Feasibility of a resonance-based Planet Nine search
Elizabeth Bailey, Michael E. Brown, Konstantin Batygin

TL;DR
This study investigates the potential of using mean motion resonances to locate Planet Nine by analyzing Kuiper Belt objects, but finds that resonance chaos and high-order resonances limit this method's effectiveness.
Contribution
It characterizes the distribution of resonances in the presence of an eccentric Planet Nine, highlighting challenges in using MMRs for its detection.
Findings
Most objects do not occupy simple resonance ratios with Planet Nine.
High-order resonances are densely spaced, complicating identification.
Chaotic dynamics hinder precise resonance-based constraints.
Abstract
It has been proposed that mean motion resonances (MMRs) between Planet Nine and distant objects of the scattered disk might inform the semimajor axis and instantaneous position of Planet Nine. Within the context of this hypothesis, the specific distribution of occupied MMRs largely determines the available constraints. Here we characterize the behavior of scattered Kuiper Belt objects arising in the presence of an eccentric Planet Nine (, ), focusing on relative sizes of populations occupying particular commensurabilities. Highlighting the challenge of predicting the exact MMR of a given object, we find that the majority of resonant test particles have period ratios with Planet Nine other than those of the form , . Taking into account the updated prior distribution of MMRs outlined in this work, we find that the close spacing of…
Peer Reviews
No public reviews on file for this paper yet. If you reviewed it on a platform where reviews are public (OpenReview, ICLR, NeurIPS, ICML), you can paste yours below so the community can read it here.
Videos
No videos yet. Explain this paper in a talk, walkthrough, or lecture? Add one.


> WHAT TO DO
From the first line to the last, transcribe the data exactly and skip the pictures.

> RECORDED INFORMATION
[Start of section]
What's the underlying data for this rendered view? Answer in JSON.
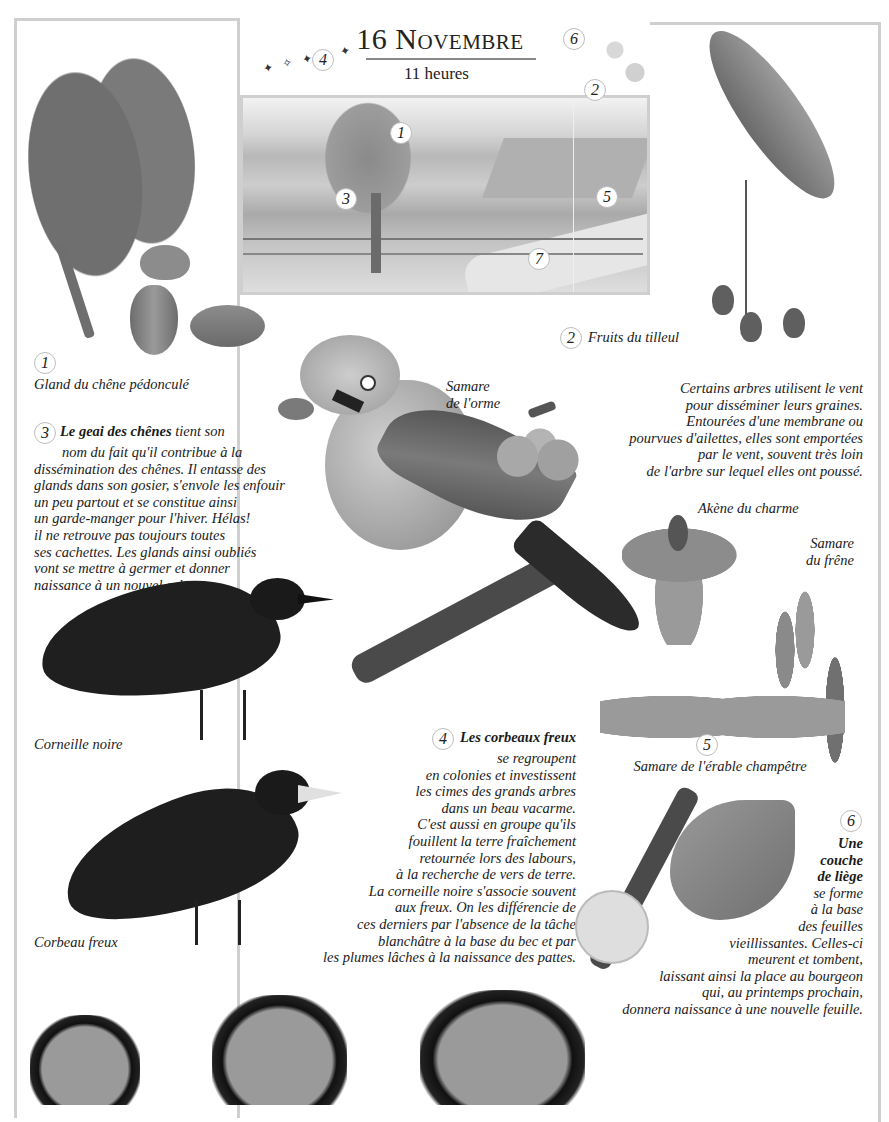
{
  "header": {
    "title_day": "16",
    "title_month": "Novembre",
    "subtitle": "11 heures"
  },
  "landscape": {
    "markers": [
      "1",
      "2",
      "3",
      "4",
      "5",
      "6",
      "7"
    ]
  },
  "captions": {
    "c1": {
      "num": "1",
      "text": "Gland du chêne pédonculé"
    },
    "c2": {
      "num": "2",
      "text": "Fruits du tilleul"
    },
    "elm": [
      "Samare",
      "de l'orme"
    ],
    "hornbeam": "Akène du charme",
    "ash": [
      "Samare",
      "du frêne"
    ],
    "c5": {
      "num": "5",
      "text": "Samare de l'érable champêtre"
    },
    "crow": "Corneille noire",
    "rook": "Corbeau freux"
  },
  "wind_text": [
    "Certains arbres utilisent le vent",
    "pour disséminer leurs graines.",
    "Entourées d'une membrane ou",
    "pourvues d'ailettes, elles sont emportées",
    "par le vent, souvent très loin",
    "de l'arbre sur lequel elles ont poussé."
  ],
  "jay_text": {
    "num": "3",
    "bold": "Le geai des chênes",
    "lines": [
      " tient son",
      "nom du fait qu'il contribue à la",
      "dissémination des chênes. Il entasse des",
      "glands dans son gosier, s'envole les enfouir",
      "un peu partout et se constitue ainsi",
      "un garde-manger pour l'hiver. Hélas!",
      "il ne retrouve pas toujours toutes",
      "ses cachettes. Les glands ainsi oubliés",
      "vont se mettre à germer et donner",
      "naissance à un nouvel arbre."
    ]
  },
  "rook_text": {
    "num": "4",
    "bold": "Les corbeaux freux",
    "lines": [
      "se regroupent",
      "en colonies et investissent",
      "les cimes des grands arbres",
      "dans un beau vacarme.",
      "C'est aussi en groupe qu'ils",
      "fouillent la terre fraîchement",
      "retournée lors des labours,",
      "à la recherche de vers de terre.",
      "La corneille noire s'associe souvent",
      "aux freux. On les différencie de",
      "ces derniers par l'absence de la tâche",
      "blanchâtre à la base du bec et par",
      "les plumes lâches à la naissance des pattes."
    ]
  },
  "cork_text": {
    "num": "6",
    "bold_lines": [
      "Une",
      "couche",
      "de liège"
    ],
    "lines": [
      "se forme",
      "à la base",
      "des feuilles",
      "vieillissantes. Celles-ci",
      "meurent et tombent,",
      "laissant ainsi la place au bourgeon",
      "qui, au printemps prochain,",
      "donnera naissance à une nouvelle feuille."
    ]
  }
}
[End of section]
> TASK ANSWER
What's the underlying data for this rendered view? Answer in JSON.
{
  "header": {
    "title_day": "16",
    "title_month": "Novembre",
    "subtitle": "11 heures"
  },
  "landscape": {
    "markers": [
      "1",
      "2",
      "3",
      "4",
      "5",
      "6",
      "7"
    ]
  },
  "captions": {
    "c1": {
      "num": "1",
      "text": "Gland du chêne pédonculé"
    },
    "c2": {
      "num": "2",
      "text": "Fruits du tilleul"
    },
    "elm": [
      "Samare",
      "de l'orme"
    ],
    "hornbeam": "Akène du charme",
    "ash": [
      "Samare",
      "du frêne"
    ],
    "c5": {
      "num": "5",
      "text": "Samare de l'érable champêtre"
    },
    "crow": "Corneille noire",
    "rook": "Corbeau freux"
  },
  "wind_text": [
    "Certains arbres utilisent le vent",
    "pour disséminer leurs graines.",
    "Entourées d'une membrane ou",
    "pourvues d'ailettes, elles sont emportées",
    "par le vent, souvent très loin",
    "de l'arbre sur lequel elles ont poussé."
  ],
  "jay_text": {
    "num": "3",
    "bold": "Le geai des chênes",
    "lines": [
      " tient son",
      "nom du fait qu'il contribue à la",
      "dissémination des chênes. Il entasse des",
      "glands dans son gosier, s'envole les enfouir",
      "un peu partout et se constitue ainsi",
      "un garde-manger pour l'hiver. Hélas!",
      "il ne retrouve pas toujours toutes",
      "ses cachettes. Les glands ainsi oubliés",
      "vont se mettre à germer et donner",
      "naissance à un nouvel arbre."
    ]
  },
  "rook_text": {
    "num": "4",
    "bold": "Les corbeaux freux",
    "lines": [
      "se regroupent",
      "en colonies et investissent",
      "les cimes des grands arbres",
      "dans un beau vacarme.",
      "C'est aussi en groupe qu'ils",
      "fouillent la terre fraîchement",
      "retournée lors des labours,",
      "à la recherche de vers de terre.",
      "La corneille noire s'associe souvent",
      "aux freux. On les différencie de",
      "ces derniers par l'absence de la tâche",
      "blanchâtre à la base du bec et par",
      "les plumes lâches à la naissance des pattes."
    ]
  },
  "cork_text": {
    "num": "6",
    "bold_lines": [
      "Une",
      "couche",
      "de liège"
    ],
    "lines": [
      "se forme",
      "à la base",
      "des feuilles",
      "vieillissantes. Celles-ci",
      "meurent et tombent,",
      "laissant ainsi la place au bourgeon",
      "qui, au printemps prochain,",
      "donnera naissance à une nouvelle feuille."
    ]
  }
}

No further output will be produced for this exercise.